By Tiber
Dad said we shouldn’t have any fireworks on the grounds this year, “for safety reasons.” It’s always a sure bet that when Dad says he’s concerned about our safety, what he really means is that he doesn’t want to pay for something. Either way, he insisted we could have just as much fun having a low-tech 4th of July.
The audience consisted of Mom, Duncan and Honor’s 10 year-old triplets, Honor, Jasper the renter and even the rarely-seen-out-of-her-room Aunt April, who, wisely, sat far away from Jasper since, as we all remember, she mistook him for an intruder the night he arrived and attacked him with a pitchfork. Even so, Jasper kept eyeing her, probably worrying that she still might be carrying a smaller, fold-up version of a pitchfork in one of her pockets.
So our celebration began and we had some John Phillip Sousa music which went off fine. Dad, Vanessa, Duncan and Iris Nell then proceeded to do patriotic readings and those were audience-pleasers too.
But then, we got to the fireworks substitutions, which consisted of Dad covering a bunch of flashlights with different colors of cling wrap and having us run really fast, in and out of the woods, with them. At the same time, Mrs. Brunty, the housekeeper, and all of the maids, beat on pots and pans and shook large pieces of foil for the “booming” sound effects. I think, truthfully, at this point, our efforts were not so much “low tech” as “subterranean.”
Kru and Iris Nell soon collided and Kru hit a tree and chipped a tooth. I’m always reminded of Mom going to a parent/teacher meeting for our youngest sister, Erin. She earnestly asked if there was any way for the school not to teach Erin anything about genetics, in the hope that at least one her children wouldn’t live in fear that she’d turn out like the rest of us.
Time arrived for our finale where Brunty, the butler, only had to walk out as the Statue of Liberty, holding aloft a sparkler. Unfortunately, since it was dark, he first fell into the lily pond.
His sparkler was doused so he grabbed the first wooden thing he saw, in hopes of lighting that as the torch instead. Unfortunately, when Brunty came staggering out, with his drenched clothing clinging to his skin and lily pads plastered onto his skull, he looked less like The Statue of Liberty and more like the Swamp Thing, brandishing a croquet mallet.
The triplets, after a lifetime of terrifying everyone else remotely in their orbit, actually got scared themselves and ran!
But maybe this is a way for them to learn empathy.
Oh, who am I kidding? I must still be blinded by the mind-blowing spectacle of all of those flashlights, so excitingly rolled up in Saran Wrap.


WHAT THE TASK ASKS:
Filter the listing so that only lines with the word "group" remain.

EXTRACTED MATERIAL:
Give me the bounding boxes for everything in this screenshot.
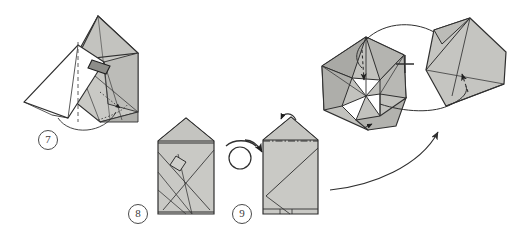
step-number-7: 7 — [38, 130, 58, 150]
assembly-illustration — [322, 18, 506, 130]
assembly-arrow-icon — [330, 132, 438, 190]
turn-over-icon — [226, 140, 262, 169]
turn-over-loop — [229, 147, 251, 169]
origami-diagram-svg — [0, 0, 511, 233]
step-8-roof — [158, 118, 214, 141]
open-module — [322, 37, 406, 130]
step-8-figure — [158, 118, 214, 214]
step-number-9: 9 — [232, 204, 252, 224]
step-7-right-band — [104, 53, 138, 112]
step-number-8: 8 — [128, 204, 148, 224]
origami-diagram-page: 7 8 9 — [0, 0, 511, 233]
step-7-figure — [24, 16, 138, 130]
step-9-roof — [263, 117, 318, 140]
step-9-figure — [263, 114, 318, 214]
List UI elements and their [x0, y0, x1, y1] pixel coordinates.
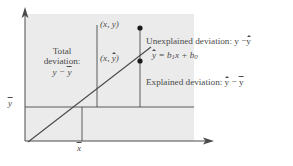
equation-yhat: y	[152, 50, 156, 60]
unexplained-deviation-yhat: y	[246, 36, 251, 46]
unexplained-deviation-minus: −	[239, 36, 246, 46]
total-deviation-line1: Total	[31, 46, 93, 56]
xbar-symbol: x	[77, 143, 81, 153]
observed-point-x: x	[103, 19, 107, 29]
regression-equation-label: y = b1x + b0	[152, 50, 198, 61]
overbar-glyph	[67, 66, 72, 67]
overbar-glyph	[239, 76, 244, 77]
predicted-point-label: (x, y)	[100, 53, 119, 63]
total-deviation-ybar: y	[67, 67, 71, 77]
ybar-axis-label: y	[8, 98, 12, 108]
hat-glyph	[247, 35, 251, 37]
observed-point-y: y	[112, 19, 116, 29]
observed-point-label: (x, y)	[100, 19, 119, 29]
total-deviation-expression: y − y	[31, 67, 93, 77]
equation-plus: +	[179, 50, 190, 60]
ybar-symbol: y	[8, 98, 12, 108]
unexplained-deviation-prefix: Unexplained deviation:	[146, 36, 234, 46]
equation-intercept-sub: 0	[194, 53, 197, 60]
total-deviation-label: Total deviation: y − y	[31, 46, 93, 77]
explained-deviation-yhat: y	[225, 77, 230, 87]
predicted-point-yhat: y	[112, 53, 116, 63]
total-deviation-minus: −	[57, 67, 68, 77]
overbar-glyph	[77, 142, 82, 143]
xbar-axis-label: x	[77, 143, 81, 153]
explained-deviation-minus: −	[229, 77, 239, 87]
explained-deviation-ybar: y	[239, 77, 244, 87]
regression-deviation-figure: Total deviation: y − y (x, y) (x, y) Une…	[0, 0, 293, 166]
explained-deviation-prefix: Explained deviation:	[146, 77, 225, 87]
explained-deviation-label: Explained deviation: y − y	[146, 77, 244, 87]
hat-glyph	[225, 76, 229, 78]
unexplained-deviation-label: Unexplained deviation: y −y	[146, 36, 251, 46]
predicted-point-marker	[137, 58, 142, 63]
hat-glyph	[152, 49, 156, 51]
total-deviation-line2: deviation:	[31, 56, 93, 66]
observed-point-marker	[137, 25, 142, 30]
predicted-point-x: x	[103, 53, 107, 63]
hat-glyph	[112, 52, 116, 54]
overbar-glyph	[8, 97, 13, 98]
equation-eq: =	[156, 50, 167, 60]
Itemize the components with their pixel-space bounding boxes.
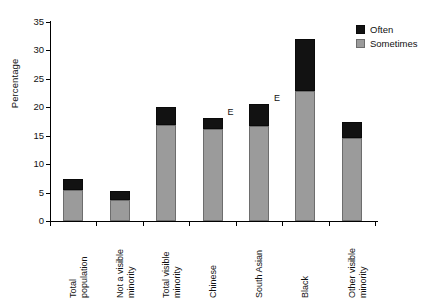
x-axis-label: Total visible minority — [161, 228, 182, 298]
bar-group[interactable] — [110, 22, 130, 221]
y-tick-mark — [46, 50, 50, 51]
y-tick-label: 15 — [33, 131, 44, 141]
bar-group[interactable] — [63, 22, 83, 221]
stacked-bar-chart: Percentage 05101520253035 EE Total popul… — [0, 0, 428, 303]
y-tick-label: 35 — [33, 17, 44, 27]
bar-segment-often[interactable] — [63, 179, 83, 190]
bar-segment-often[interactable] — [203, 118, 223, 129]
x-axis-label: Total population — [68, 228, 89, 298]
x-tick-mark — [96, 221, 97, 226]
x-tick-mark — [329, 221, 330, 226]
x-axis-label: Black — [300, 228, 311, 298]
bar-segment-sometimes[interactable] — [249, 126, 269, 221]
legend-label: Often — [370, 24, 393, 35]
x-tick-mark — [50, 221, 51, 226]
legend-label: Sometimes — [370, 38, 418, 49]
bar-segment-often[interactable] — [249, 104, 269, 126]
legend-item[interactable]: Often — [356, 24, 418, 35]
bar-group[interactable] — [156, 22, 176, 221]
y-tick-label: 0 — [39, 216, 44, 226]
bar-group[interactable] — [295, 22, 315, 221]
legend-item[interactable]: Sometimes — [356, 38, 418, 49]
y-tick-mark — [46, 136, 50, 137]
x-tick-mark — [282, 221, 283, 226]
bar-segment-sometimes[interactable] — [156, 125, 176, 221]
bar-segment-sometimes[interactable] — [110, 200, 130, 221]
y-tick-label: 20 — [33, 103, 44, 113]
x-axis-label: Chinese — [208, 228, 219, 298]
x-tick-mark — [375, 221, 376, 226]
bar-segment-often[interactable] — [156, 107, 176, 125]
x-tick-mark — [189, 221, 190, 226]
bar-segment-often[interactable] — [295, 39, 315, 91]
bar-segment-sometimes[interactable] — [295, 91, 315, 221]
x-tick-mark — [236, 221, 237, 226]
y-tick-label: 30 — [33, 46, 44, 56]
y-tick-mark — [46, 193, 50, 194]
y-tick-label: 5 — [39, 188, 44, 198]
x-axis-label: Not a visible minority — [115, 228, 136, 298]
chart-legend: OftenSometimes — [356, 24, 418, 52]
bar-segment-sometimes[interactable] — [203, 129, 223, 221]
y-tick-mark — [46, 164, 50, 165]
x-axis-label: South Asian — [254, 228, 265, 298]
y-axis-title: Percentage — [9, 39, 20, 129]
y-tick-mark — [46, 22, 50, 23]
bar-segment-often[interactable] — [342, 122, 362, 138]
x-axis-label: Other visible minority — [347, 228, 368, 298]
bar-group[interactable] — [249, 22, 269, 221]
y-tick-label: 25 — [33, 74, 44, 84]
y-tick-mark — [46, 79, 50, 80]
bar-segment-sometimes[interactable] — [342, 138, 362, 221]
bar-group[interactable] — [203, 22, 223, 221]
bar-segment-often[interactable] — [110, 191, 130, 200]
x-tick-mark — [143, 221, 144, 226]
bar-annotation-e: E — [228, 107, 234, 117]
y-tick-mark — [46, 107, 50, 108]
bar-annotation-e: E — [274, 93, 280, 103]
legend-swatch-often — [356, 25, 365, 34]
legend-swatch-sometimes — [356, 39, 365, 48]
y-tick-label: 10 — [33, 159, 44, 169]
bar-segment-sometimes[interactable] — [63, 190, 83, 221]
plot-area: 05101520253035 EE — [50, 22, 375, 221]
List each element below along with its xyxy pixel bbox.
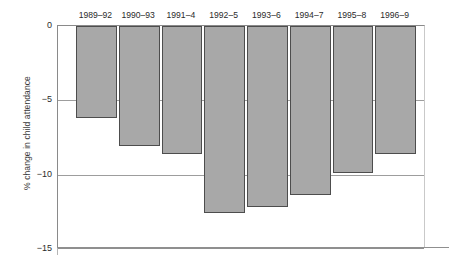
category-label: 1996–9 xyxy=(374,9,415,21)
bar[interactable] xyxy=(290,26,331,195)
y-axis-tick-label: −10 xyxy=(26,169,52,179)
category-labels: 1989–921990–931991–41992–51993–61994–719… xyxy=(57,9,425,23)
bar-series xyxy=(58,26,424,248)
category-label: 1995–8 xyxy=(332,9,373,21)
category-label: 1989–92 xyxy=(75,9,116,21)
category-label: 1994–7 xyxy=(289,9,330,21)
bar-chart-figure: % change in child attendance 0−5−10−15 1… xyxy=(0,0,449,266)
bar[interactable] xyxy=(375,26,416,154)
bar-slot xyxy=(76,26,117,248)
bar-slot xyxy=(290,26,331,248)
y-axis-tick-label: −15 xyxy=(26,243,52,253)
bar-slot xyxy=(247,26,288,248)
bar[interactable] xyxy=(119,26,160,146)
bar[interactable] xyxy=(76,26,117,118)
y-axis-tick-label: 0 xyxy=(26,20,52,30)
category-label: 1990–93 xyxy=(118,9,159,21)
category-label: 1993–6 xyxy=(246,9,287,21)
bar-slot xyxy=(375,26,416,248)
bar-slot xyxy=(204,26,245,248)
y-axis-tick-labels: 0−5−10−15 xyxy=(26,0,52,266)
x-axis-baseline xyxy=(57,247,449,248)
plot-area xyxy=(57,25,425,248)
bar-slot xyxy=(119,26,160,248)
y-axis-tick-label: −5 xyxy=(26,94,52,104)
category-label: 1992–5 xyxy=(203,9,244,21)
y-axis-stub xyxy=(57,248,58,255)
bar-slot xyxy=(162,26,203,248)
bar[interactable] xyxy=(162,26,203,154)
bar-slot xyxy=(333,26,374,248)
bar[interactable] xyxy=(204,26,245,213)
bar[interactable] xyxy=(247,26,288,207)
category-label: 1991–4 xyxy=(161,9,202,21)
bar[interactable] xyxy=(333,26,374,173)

...

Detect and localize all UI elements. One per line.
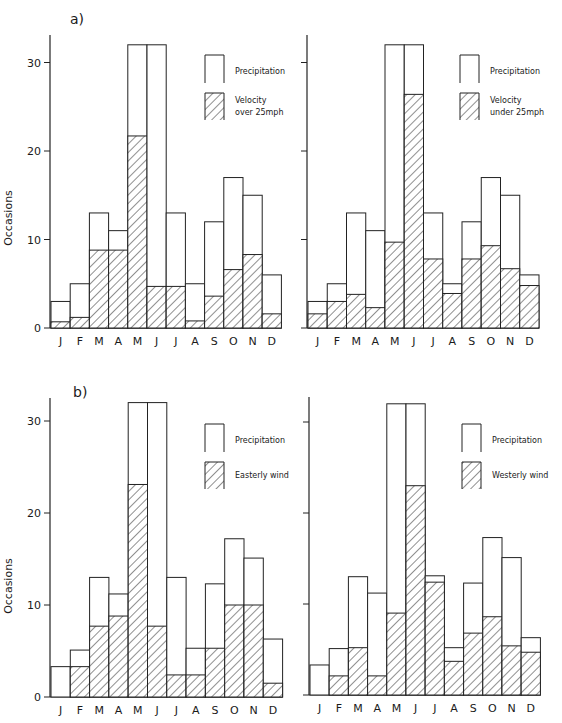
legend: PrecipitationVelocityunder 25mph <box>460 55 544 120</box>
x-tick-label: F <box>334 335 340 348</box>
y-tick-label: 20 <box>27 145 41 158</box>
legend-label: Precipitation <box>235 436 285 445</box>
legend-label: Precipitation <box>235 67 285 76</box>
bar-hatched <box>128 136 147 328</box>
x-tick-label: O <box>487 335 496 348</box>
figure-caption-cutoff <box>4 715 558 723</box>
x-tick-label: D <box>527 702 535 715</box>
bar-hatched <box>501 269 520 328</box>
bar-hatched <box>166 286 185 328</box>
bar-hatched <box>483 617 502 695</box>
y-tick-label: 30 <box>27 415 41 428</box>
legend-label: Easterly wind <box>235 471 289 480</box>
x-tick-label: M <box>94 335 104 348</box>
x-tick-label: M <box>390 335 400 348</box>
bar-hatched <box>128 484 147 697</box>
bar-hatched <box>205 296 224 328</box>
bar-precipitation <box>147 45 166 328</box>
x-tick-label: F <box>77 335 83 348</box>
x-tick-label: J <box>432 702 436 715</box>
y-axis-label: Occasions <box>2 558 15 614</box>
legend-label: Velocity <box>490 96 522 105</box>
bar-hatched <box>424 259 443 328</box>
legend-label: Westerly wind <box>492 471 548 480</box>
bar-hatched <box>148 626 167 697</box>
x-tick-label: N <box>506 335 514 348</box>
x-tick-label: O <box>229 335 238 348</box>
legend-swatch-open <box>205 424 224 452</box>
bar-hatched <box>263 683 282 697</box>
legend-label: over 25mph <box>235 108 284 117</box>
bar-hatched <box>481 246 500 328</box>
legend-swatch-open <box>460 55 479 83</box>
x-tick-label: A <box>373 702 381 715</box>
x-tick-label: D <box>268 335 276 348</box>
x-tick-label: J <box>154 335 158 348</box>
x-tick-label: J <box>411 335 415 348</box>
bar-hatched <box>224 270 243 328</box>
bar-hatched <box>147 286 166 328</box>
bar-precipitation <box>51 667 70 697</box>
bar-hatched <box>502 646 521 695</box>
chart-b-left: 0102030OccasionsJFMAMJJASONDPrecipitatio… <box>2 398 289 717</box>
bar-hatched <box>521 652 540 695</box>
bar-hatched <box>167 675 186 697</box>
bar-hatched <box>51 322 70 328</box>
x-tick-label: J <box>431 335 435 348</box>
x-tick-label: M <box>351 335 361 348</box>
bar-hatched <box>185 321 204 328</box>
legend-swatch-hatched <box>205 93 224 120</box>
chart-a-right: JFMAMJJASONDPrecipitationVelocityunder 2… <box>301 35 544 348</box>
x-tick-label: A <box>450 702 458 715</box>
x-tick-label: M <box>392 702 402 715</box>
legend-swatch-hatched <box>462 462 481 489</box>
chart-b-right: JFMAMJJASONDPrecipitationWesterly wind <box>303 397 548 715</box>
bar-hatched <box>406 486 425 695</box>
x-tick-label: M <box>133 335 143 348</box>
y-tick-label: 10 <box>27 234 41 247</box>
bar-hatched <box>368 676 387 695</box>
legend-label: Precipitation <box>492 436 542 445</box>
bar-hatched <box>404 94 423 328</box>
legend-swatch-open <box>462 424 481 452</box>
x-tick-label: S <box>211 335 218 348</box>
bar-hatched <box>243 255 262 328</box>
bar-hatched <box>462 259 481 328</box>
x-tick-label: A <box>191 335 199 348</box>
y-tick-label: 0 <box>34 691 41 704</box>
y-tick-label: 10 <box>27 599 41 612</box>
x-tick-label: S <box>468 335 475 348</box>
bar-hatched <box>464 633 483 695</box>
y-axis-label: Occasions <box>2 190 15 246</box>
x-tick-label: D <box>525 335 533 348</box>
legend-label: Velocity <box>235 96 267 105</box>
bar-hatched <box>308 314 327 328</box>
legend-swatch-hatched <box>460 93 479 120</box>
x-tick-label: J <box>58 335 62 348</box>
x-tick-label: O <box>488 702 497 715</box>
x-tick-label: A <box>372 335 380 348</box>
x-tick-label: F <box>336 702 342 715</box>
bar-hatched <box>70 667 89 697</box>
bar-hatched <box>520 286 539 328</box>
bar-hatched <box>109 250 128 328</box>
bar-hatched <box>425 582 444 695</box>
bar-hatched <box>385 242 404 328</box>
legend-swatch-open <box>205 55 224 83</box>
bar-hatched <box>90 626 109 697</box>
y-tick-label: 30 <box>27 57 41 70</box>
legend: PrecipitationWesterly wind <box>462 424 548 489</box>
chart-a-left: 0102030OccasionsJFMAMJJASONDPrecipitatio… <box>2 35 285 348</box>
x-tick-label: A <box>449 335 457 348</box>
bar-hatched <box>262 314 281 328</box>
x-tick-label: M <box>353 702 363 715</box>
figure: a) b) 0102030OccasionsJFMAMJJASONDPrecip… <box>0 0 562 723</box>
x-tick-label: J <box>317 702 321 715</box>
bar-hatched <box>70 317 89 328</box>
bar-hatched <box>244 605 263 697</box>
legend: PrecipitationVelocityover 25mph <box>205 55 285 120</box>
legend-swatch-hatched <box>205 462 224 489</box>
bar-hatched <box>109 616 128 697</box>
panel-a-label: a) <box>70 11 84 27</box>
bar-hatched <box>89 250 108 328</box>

==

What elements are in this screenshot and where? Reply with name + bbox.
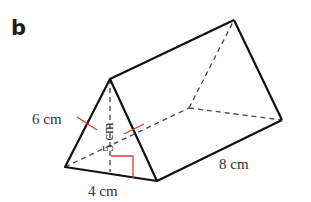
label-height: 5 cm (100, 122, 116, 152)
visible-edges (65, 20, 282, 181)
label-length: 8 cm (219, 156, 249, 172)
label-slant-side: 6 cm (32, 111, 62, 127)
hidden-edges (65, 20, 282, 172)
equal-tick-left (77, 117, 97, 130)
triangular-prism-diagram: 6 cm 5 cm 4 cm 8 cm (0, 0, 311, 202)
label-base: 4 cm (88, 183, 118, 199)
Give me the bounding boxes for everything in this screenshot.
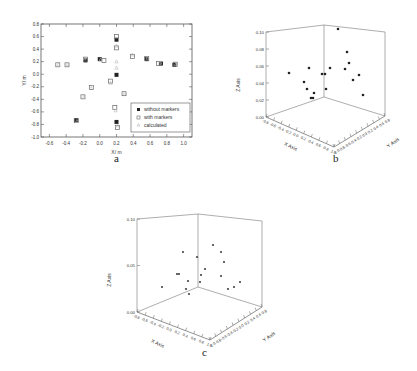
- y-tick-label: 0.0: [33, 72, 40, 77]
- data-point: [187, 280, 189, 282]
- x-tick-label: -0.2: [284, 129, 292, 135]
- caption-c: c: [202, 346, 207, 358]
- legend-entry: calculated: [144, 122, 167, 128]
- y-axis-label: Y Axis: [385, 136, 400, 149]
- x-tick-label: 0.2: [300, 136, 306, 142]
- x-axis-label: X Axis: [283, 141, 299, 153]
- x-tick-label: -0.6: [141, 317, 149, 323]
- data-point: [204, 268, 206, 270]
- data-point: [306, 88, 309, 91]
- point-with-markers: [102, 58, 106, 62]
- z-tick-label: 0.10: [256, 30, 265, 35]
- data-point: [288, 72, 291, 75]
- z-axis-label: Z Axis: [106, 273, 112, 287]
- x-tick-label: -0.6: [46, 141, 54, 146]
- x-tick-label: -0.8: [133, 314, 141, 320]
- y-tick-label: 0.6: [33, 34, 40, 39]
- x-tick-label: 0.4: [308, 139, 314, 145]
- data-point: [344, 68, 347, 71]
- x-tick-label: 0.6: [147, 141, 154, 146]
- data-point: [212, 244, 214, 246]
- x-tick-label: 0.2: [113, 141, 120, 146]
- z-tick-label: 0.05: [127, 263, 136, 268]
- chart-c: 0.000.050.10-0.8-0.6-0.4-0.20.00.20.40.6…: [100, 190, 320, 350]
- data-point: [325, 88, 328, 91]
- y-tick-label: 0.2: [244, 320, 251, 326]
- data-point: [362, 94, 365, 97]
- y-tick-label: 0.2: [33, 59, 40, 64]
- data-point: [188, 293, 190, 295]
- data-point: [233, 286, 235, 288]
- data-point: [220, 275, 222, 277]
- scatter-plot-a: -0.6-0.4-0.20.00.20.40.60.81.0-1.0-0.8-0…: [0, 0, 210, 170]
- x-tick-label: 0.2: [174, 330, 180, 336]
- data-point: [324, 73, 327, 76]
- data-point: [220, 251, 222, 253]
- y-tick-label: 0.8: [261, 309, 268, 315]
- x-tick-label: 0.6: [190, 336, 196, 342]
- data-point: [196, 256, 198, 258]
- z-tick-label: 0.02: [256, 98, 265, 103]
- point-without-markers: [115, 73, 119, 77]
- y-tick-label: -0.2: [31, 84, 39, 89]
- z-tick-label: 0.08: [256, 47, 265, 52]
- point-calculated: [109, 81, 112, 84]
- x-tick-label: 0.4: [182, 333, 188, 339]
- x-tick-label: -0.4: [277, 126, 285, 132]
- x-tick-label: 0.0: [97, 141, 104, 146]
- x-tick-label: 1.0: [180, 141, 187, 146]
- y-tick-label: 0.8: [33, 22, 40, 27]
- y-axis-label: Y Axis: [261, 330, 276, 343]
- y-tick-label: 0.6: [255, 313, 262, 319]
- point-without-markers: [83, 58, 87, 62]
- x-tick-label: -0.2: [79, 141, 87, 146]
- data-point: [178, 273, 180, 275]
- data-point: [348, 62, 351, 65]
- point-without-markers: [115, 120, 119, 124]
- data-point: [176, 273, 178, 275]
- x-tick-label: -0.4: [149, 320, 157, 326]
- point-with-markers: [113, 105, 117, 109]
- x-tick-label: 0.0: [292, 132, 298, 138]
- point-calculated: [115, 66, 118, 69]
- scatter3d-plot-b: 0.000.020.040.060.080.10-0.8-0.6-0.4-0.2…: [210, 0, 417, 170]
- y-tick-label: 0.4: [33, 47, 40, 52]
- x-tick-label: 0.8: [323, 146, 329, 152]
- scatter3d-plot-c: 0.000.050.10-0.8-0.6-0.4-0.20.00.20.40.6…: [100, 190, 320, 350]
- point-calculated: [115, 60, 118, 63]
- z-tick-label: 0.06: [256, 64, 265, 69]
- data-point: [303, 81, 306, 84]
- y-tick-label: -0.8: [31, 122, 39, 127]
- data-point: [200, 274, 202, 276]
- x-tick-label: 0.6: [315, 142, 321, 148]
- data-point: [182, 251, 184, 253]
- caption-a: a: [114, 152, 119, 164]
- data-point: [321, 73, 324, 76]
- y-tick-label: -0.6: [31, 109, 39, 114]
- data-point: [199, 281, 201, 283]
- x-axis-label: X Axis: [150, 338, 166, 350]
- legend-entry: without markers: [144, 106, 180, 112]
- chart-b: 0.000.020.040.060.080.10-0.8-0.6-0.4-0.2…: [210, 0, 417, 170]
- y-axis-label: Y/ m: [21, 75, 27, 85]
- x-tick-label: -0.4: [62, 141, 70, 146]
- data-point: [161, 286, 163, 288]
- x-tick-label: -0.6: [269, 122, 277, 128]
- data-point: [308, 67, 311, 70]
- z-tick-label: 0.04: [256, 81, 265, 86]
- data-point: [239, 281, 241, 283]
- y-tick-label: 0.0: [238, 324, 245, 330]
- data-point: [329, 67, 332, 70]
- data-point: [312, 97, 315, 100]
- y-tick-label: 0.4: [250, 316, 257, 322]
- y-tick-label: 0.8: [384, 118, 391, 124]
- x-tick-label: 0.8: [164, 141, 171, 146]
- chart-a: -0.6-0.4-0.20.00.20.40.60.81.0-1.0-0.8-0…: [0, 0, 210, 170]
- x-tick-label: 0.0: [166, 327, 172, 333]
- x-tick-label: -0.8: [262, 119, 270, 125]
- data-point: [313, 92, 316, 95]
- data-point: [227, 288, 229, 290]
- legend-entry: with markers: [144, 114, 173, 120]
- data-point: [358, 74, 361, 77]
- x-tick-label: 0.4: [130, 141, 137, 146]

RESULT FOR THIS EXERCISE:
bar-group[interactable] — [110, 22, 130, 221]
bar-group[interactable] — [63, 22, 83, 221]
bar-group[interactable] — [156, 22, 176, 221]
bar-group[interactable] — [295, 22, 315, 221]
bar-group[interactable] — [249, 22, 269, 221]
bar-group[interactable] — [203, 22, 223, 221]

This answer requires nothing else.